Government ‘already factored in a bigger NHS pay rise’

NHS Providers has challenged the government's statement that its one per cent proposed pay rise for NHS staff in 2021/22 is all that is affordable.

The organisation, who labelled the proposed increase as ‘disappointing’, has pointed to the detailed work the NHS did around implementation of the Long Term Plan in which the government assumed an NHS pay rise in 2021/22 of 2.1 per cent, not one per cent.

Saffron Cordery, deputy chief executive of NHS Providers, said: "It is very disappointing that the government has said that a one per cent pay rise is all that is affordable when they know that the assumption was that the 2021/22 NHS pay rise would be 2.1 per cent and that this was covered by the NHS revenue settlement announced by Theresa May in June 2018. This settlement was then enshrined in a formal act of parliament, the NHS Funding Act 2020.

"These assumptions, published in June 2019 were, of course, made before the events of the last 12 months which have significantly strengthened the case for a larger pay rise for NHS staff. In a survey of trust leaders for our evidence to the NHS Pay Review Body, 82 per cent of respondents wanted a pay uplift of at least three per cent, with only 14 per cent saying it should be two per cent or less. Our submission also makes it clear that any pay rise would need to be fully funded by government so trusts don't have to cut other services.

"Some will think that the government is snatching planned pay rises from the pockets of deserving NHS staff so they don't have to fund the extra costs of Covid-19, which the chancellor personally committed he would meet. We assume that the Pay Review Bodies will take full account of these published assumptions in the recommendations they make."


== Brief ==
Only the text should be kept: print every entry below exactly and leave each image out.

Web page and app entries
* * * *
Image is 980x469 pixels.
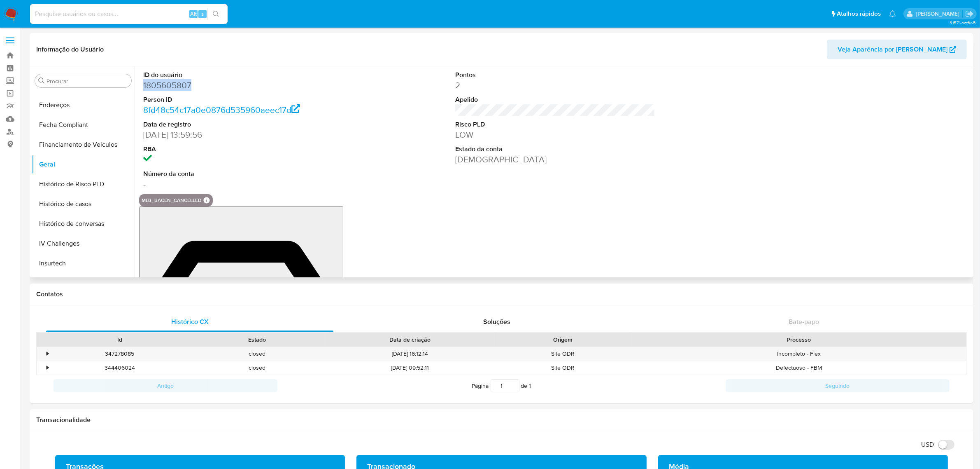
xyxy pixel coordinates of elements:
h1: Contatos [36,290,967,298]
dt: Estado da conta [455,145,655,153]
dt: Risco PLD [455,120,655,129]
button: Procurar [38,77,45,84]
dt: RBA [143,145,344,153]
button: Antigo [53,379,277,393]
dd: - [143,178,344,190]
button: Histórico de Risco PLD [31,174,134,194]
button: Fecha Compliant [31,115,134,134]
button: Endereços [31,95,134,115]
button: mlb_bacen_cancelled [142,198,202,202]
span: 1 [530,381,531,390]
div: Origem [500,336,626,344]
button: IV Challenges [31,234,134,254]
a: Sair [966,10,974,18]
button: search-icon [208,9,225,20]
button: Veja Aparência por [PERSON_NAME] [827,39,967,59]
span: Alt [190,10,197,18]
p: laisa.felismino@mercadolivre.com [916,10,963,18]
button: Items [31,274,134,293]
div: • [47,350,49,357]
a: 8fd48c54c17a0e0876d535960aeec17d [143,104,300,115]
h1: Transacionalidade [36,416,967,424]
div: Id [57,336,182,344]
button: Histórico de casos [31,194,134,214]
button: Financiamento de Veículos [31,134,134,154]
span: Página de [472,379,531,393]
span: s [201,10,204,18]
button: Histórico de conversas [31,214,134,234]
span: Histórico CX [171,316,209,326]
dt: Pontos [455,71,655,79]
button: Insurtech [31,254,134,274]
div: Site ODR [494,347,631,360]
div: Incompleto - Flex [631,347,967,360]
div: [DATE] 16:12:14 [326,347,494,360]
div: 344406024 [51,361,189,375]
a: Notificações [890,10,896,17]
span: Soluções [483,316,510,326]
span: Veja Aparência por [PERSON_NAME] [838,39,948,59]
div: Defectuoso - FBM [631,361,967,375]
dt: ID do usuário [143,71,344,79]
dt: Person ID [143,95,344,104]
span: Bate-papo [789,316,819,326]
div: • [47,364,49,372]
dt: Apelido [455,95,655,104]
button: Seguindo [726,379,950,393]
div: Estado [194,336,319,344]
dd: [DATE] 13:59:56 [143,129,344,140]
div: 347278085 [51,347,189,360]
dd: [DEMOGRAPHIC_DATA] [455,153,655,165]
h1: Informação do Usuário [36,46,104,53]
dt: Número da conta [143,170,344,178]
dt: Data de registro [143,120,344,129]
dd: LOW [455,129,655,140]
div: Data de criação [331,336,489,344]
div: Processo [637,336,961,344]
div: Site ODR [494,361,631,375]
div: [DATE] 09:52:11 [326,361,494,375]
div: closed [189,347,325,360]
input: Pesquise usuários ou casos... [30,9,228,19]
dd: 1805605807 [143,79,344,92]
input: Procurar [47,77,128,85]
button: Geral [31,154,134,174]
span: Atalhos rápidos [837,10,881,18]
dd: 2 [455,79,655,92]
div: closed [189,361,325,375]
* * * *
== Answer for this exercise ==
Image is 980x469 pixels.
xyxy pixel coordinates of elements:
h1: Contatos [36,290,967,298]
dt: Estado da conta [455,145,655,153]
dt: Risco PLD [455,120,655,129]
button: Procurar [38,77,45,84]
dt: RBA [143,145,344,153]
button: Antigo [53,379,277,393]
dd: - [143,178,344,190]
button: Histórico de Risco PLD [31,174,134,194]
button: Fecha Compliant [31,115,134,134]
button: Endereços [31,95,134,115]
button: mlb_bacen_cancelled [142,198,202,202]
span: 1 [530,381,531,390]
div: Origem [500,336,626,344]
button: IV Challenges [31,234,134,254]
a: Sair [966,10,974,18]
button: search-icon [208,9,225,20]
button: Veja Aparência por [PERSON_NAME] [827,39,967,59]
span: Alt [190,10,197,18]
p: laisa.felismino@mercadolivre.com [916,10,963,18]
button: Items [31,274,134,293]
div: • [47,350,49,357]
a: 8fd48c54c17a0e0876d535960aeec17d [143,104,300,115]
h1: Transacionalidade [36,416,967,424]
div: Id [57,336,182,344]
button: Histórico de casos [31,194,134,214]
button: Financiamento de Veículos [31,134,134,154]
span: Página de [472,379,531,393]
span: s [201,10,204,18]
button: Histórico de conversas [31,214,134,234]
span: Histórico CX [171,316,209,326]
dt: Pontos [455,71,655,79]
button: Insurtech [31,254,134,274]
div: Site ODR [494,347,631,360]
div: Incompleto - Flex [631,347,967,360]
div: [DATE] 16:12:14 [326,347,494,360]
div: 344406024 [51,361,189,375]
a: Notificações [890,10,896,17]
span: Soluções [483,316,510,326]
span: Veja Aparência por [PERSON_NAME] [838,39,948,59]
div: Defectuoso - FBM [631,361,967,375]
dt: ID do usuário [143,71,344,79]
dt: Person ID [143,95,344,104]
span: Bate-papo [789,316,819,326]
div: • [47,364,49,372]
dt: Apelido [455,95,655,104]
button: Seguindo [726,379,950,393]
div: Estado [194,336,319,344]
dd: [DATE] 13:59:56 [143,129,344,140]
div: 347278085 [51,347,189,360]
dd: [DEMOGRAPHIC_DATA] [455,153,655,165]
h1: Informação do Usuário [36,46,104,53]
dt: Número da conta [143,170,344,178]
dt: Data de registro [143,120,344,129]
dd: LOW [455,129,655,140]
div: Data de criação [331,336,489,344]
div: Processo [637,336,961,344]
div: Site ODR [494,361,631,375]
div: [DATE] 09:52:11 [326,361,494,375]
div: closed [189,347,325,360]
input: Pesquise usuários ou casos... [30,9,228,19]
dd: 1805605807 [143,79,344,92]
input: Procurar [47,77,128,85]
button: Geral [31,154,134,174]
span: Atalhos rápidos [837,10,881,18]
dd: 2 [455,79,655,92]
div: closed [189,361,325,375]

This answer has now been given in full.